Saturday, March 1, 2014

Muses

For the finest of all Venezuelanistas



In Rio, as the sun was sinking,
The Muses sat; they had been drinking
All that day, and through this folly
Some were mad and some were jolly
Some prey to loathed melancholy.
Fair Thalia sat and sadly wept
For debts unpaid and vows unkept
And floors that go for years unswept
By love-struck youths with brooms inept.
While Thalia’s tears like diamonds glistened
Clio spoke, of fates unchristened
Wise, though drunk, and no one listened.

The handsome barman’s young and thin
A kiss Melpomene blows to him;
Erato smiles into her gin
But while her drink she seeks to nurse
A hand has crept into her purse
She sees and mutters something terse
An Attic prayer, or else a curse.
“Polhymnia, you thieving crone
With no attribute of your own
Leave my credit cards alone!
I never trusted you, so calm
As if you were yourself a psalm.”

Euterpe sleeps, and in her dream
Calliope is run by steam,
In a world of blows and bruises
Where each man bets and each man loses
With very little room for Muses.
She wakes and pokes Terpsichore
“Oh say my dream through ivory
Came falsely now to trouble me
Into my mind so slyly creeping!”
Her sister nods, and goes on sleeping.

The stars come out, and for their trouble
Urania squints and sees them double.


[What to produce]
Look through the data below and work out how many lines contain the string "title". Give the number alone.

Start of Supplied records

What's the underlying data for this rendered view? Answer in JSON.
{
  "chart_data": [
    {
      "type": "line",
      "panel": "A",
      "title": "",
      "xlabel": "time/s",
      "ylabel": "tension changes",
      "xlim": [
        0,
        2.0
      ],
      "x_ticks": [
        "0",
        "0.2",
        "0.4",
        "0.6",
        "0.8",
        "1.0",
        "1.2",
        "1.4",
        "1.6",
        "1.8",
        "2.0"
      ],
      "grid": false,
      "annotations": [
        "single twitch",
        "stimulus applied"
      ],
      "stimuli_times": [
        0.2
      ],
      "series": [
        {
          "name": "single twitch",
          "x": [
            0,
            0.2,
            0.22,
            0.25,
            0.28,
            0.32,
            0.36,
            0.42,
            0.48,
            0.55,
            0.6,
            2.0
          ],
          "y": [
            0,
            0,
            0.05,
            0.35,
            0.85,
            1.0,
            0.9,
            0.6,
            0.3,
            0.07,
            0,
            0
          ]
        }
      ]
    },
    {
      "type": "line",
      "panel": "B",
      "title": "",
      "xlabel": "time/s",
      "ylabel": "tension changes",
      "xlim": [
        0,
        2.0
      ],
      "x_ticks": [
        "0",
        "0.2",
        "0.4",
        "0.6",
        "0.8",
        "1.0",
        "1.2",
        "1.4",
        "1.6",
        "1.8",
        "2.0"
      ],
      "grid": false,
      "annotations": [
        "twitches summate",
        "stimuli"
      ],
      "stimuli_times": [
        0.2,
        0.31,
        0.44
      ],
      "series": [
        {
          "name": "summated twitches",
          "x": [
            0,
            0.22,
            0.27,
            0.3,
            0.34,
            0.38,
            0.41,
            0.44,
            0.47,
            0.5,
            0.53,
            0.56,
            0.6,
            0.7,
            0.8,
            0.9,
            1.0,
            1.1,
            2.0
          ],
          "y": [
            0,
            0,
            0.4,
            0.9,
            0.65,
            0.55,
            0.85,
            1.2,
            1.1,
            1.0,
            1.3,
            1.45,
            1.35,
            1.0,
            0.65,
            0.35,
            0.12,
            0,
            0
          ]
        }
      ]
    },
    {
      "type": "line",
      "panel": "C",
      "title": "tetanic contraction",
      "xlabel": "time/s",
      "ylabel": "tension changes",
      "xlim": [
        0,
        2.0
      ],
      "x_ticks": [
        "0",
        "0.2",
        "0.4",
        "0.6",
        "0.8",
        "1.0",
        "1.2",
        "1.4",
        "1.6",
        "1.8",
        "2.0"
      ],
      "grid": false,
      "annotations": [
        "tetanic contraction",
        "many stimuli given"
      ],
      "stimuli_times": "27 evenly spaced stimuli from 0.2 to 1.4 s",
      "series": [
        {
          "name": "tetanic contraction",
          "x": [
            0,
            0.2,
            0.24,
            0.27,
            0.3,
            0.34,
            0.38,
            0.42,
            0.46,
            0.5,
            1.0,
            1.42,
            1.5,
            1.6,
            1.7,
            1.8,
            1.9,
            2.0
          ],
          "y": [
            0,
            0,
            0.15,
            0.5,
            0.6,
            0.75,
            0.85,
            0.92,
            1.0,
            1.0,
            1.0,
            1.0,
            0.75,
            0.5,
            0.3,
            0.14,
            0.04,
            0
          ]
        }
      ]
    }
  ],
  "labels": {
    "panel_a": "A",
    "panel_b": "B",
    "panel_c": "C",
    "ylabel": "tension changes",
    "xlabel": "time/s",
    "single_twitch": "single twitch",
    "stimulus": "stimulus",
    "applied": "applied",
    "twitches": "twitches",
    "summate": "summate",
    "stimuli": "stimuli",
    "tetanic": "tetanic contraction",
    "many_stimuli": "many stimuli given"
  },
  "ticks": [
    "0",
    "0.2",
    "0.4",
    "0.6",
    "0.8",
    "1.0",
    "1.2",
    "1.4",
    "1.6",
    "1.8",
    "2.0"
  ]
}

End of Supplied records
Start of Supplied records

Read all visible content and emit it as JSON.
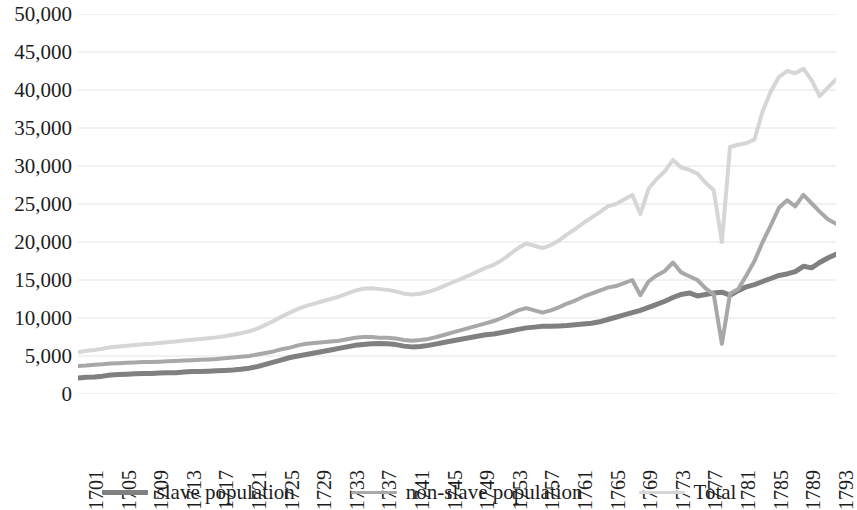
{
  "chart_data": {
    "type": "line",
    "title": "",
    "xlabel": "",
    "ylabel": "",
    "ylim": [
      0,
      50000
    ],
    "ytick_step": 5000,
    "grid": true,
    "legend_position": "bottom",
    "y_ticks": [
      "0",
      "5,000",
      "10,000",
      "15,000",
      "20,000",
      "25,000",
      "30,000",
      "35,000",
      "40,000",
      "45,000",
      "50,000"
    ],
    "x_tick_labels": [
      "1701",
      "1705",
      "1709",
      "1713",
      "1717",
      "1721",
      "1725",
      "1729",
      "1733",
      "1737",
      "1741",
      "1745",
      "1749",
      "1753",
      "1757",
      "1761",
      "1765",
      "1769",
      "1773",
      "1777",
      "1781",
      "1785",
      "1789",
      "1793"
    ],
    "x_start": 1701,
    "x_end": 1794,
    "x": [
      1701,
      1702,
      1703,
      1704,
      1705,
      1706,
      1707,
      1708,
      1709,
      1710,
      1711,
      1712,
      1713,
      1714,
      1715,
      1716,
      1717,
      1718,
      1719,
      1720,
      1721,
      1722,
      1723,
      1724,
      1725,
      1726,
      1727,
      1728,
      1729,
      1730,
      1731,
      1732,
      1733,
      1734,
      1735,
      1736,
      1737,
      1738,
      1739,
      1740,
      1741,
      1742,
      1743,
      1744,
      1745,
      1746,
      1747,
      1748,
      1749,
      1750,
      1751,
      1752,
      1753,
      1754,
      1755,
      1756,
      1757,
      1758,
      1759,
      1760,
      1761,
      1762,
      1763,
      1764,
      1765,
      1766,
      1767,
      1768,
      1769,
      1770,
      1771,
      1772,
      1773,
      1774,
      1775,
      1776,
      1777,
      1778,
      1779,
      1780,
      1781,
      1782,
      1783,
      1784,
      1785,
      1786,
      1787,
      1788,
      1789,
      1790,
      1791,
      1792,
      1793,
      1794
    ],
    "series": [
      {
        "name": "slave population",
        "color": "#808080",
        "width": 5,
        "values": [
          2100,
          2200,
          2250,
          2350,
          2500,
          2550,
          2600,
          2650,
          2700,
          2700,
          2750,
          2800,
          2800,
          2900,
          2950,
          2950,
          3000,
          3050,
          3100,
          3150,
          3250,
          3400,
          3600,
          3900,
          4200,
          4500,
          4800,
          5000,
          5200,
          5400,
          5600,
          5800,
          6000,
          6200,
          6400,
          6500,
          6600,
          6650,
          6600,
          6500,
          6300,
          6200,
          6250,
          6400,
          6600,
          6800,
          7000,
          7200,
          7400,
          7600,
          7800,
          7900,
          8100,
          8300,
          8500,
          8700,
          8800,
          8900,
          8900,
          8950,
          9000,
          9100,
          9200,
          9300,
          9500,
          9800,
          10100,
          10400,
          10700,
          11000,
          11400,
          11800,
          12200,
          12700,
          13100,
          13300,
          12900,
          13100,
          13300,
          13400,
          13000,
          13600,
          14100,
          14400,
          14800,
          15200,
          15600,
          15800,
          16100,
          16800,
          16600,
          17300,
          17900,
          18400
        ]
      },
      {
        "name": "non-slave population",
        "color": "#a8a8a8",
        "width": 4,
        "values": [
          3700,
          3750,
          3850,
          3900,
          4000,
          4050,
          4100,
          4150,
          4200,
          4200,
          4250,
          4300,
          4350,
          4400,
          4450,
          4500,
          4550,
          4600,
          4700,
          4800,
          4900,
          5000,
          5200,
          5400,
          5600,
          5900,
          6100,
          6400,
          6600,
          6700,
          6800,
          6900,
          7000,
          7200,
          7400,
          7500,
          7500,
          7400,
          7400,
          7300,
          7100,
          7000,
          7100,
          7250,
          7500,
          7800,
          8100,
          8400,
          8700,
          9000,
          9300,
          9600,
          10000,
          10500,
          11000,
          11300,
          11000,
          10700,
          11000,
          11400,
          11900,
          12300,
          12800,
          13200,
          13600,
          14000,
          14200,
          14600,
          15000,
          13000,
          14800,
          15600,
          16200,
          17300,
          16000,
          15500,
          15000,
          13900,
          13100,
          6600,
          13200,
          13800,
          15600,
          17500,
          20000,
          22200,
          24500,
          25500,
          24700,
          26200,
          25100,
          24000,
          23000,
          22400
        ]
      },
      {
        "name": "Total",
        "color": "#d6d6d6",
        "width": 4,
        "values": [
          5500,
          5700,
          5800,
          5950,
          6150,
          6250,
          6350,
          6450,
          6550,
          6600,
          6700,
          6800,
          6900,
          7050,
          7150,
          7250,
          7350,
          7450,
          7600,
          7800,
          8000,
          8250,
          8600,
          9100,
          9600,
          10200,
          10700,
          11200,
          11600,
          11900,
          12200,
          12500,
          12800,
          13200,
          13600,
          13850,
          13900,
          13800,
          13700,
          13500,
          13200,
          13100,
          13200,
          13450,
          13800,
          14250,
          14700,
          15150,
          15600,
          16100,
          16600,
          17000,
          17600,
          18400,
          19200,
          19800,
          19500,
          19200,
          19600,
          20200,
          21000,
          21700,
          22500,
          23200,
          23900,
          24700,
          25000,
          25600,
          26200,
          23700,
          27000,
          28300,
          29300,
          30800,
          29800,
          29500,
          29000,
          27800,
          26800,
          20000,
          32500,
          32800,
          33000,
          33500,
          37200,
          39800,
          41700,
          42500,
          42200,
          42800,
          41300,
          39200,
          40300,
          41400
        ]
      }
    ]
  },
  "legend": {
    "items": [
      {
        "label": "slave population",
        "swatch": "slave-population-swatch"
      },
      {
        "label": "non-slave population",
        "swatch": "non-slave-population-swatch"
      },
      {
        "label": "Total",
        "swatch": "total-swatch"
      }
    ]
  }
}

End of Supplied records

[Solution to the problem]
4